The governor’s soldiers struck Jesus on the head with a reed, reminiscent of the rod or staff or scepter that might discipline or correct a slave or son. As God the Father afflicted Jesus for us, for our benefit, so God the Father also afflicts us, for our benefit. Like our Lord, we are called to not resist the one who is evil, but, if anyone slaps us on the right cheek, to turn to him the other also (Matthew 5:39; Luke 6:29). Of course, we are more likely to want to retaliate—so our sinful natures continue to cling to us and too often win‑out over and against our redeemed natures that want to keep God’s commandments. So, with repentance and faith, we live every day in the forgiveness of sins—in the peace and joy that it brings, no matter what God permits us to face.

At the beginning of St. Matthew’s Gospel account, Gentiles sincerely worship the Child Jesus as “the King of the Jews” and give Him gold, frankincense, and myrrh (Matthew 2:1-2, 10-11). In the middle of St.

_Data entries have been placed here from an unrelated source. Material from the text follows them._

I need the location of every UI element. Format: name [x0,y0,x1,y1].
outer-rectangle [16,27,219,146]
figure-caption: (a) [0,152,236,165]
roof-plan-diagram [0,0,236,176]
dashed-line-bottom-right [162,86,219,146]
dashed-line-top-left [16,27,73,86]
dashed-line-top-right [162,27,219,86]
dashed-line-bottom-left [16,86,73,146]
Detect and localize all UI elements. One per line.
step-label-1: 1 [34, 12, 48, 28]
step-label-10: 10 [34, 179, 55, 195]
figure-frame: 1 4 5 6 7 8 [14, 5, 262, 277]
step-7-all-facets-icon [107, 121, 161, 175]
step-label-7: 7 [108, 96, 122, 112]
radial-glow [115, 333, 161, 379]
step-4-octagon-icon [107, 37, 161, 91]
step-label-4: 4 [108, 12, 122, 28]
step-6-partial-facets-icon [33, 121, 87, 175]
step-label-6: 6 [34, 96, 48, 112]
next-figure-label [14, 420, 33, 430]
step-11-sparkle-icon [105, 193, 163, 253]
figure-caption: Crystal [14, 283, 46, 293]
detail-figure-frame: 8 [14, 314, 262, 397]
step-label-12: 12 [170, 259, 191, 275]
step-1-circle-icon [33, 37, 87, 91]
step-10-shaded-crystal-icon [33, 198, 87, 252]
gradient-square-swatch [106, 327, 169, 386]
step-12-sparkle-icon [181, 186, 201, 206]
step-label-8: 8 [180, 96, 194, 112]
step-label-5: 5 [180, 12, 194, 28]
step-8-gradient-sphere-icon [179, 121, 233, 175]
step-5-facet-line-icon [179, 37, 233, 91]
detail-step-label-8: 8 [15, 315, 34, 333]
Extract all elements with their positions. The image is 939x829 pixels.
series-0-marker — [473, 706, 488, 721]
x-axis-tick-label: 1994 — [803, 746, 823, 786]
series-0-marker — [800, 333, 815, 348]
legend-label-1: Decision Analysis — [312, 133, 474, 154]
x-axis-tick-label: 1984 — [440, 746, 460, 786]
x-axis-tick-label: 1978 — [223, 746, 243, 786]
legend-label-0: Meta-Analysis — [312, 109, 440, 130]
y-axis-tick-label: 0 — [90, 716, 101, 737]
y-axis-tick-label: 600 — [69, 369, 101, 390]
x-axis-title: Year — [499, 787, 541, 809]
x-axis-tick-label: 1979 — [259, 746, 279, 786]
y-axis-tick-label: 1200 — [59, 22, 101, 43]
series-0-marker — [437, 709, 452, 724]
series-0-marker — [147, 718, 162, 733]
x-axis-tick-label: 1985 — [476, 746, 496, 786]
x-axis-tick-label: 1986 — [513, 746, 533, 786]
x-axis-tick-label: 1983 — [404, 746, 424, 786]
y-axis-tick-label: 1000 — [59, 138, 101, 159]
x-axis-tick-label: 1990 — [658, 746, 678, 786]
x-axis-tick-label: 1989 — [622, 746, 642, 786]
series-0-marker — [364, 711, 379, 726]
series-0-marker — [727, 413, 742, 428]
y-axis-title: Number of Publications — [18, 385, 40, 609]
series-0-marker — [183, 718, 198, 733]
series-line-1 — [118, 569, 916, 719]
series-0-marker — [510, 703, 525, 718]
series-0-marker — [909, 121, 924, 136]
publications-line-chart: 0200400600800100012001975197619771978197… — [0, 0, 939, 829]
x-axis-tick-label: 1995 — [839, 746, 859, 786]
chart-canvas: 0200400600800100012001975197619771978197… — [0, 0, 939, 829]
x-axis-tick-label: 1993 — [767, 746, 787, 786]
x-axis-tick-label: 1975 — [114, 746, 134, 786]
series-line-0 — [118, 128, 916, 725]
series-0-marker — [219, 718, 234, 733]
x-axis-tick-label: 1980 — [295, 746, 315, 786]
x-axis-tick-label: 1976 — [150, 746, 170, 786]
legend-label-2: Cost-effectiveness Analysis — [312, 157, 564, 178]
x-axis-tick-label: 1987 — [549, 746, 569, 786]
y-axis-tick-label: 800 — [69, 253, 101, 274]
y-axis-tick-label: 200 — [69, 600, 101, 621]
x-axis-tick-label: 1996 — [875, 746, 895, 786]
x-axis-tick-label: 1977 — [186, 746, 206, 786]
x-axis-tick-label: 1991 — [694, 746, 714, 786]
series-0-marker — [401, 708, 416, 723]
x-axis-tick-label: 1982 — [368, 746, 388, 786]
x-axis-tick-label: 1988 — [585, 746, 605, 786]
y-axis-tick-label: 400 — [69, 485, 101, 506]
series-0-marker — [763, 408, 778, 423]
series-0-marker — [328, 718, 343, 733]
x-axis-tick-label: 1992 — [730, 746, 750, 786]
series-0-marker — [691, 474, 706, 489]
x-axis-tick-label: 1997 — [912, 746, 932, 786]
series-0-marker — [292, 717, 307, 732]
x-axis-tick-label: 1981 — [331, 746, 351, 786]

Matthew’s Gospel account, as Gentiles pretend to worship the Man Jesus as “the King of the Jews” and give Him a robe, a crown, and a reed (Matthew 27:28-29). At the end of St. Matthew’s Gospel account, the eleven sincerely worship the Resurrected King of the Jews, to Whom all authority in heaven and on earth has been given (Matthew 28:16-18). Let us not miss the contrast, but, rather, let us be among those who now and so forever sincerely worship Him—Him Who was “Smitten on the cheek” for us.

Amen.

The peace of God, which passes all understanding, keep your hearts and minds in Christ Jesus. Amen.